The life the child led, it would have broken a motherly woman's heart to hear about; but there was no good woman near her, her mother's relatives, and even Sir Jeoffry's own, having cut themselves off early from them Wildairs Hall and its master being no great credit to those having the misfortune to be connected with them.

"'Tis Mistress Clorinda Wildairs he speaks of," said Sir Christopher Crowell, who stood near, rubicund in crimson, and he said it with an uncourtly wink; "and, ecod! he's right though I am not 'a town man." "He is enamoured of her," he added in proud confidence later when he found himself alone for a moment by his Grace. "The youngsters are all so and men who are riper, too.

"I am a Wildairs built of iron and steel. If in a struggle I held aught in my hand and struck at a man " her arm fell at her side suddenly as if some horrid thought had swept across her soul, like a blighting blast. She turned white and sank upon her low seat, covering her face with her hands. Then she looked up with awed eyes.

"You are the bigger man of the two," he jeered, impudently, "but give me your lesson and shut my mouth on Clo Wildairs if you can." "I am the better man," says my lord Duke, "and I will shut it. But I will not kill you."

Then to Sir John, "Thou hadst but just left Clo Wildairs and I rode with thee to Essex. Lord, how I laughed to watch thee groping to find a place safe enough to put it in. 'I'm drunk, says thou, 'and I would have it safe till I am sober. 'Twill be safe here, and stuffed it in the broken plaster 'neath the window-sill.

Lord L'Estrange never cut any one, and it was quite enough to slight some worthy man because of his neckcloth or his birth to insure to the offender the pointed civilities of this eccentric successor to the Belforts and the Wildairs. But this wish was never realized. Suddenly, when the young idol of London still wanted some two or three years of his majority, a new whim appeared to seize him.

There is no hatred, to a mind like his, such as is wakened by the sight of another's gifts and triumphs all the more horrible is it if they are borne with nobleness. To have lost all to see another possess with dignity that thing one has squandered! And for this frenzy there was more than one cause.
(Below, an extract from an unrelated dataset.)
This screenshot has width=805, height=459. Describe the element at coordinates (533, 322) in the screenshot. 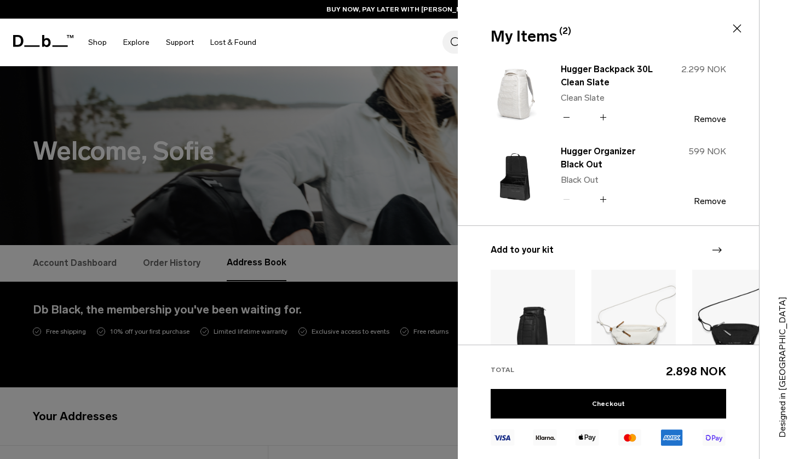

Clo Wildairs! He could have cursed aloud. My Lady Dunstanwolde! He could have raved like a madman.

There was, indeed, a stirring scene when this message was delivered by its bearer. The chaplain was an awkward, timid creature, who had heard stories enough of Wildairs Hall and its master to undertake his mission with a quaking soul.

"I will wait until she does," Roxholm answered, and his youthful face was as grave as the hero's own, though if triflers had heard their words, they would have taken their talk for idle persiflage and jest. "'Tis Clo Wildairs, Man All the County Knows the Vixen." A month later he went to Warwickshire at my Lord Dunstanwolde's invitation.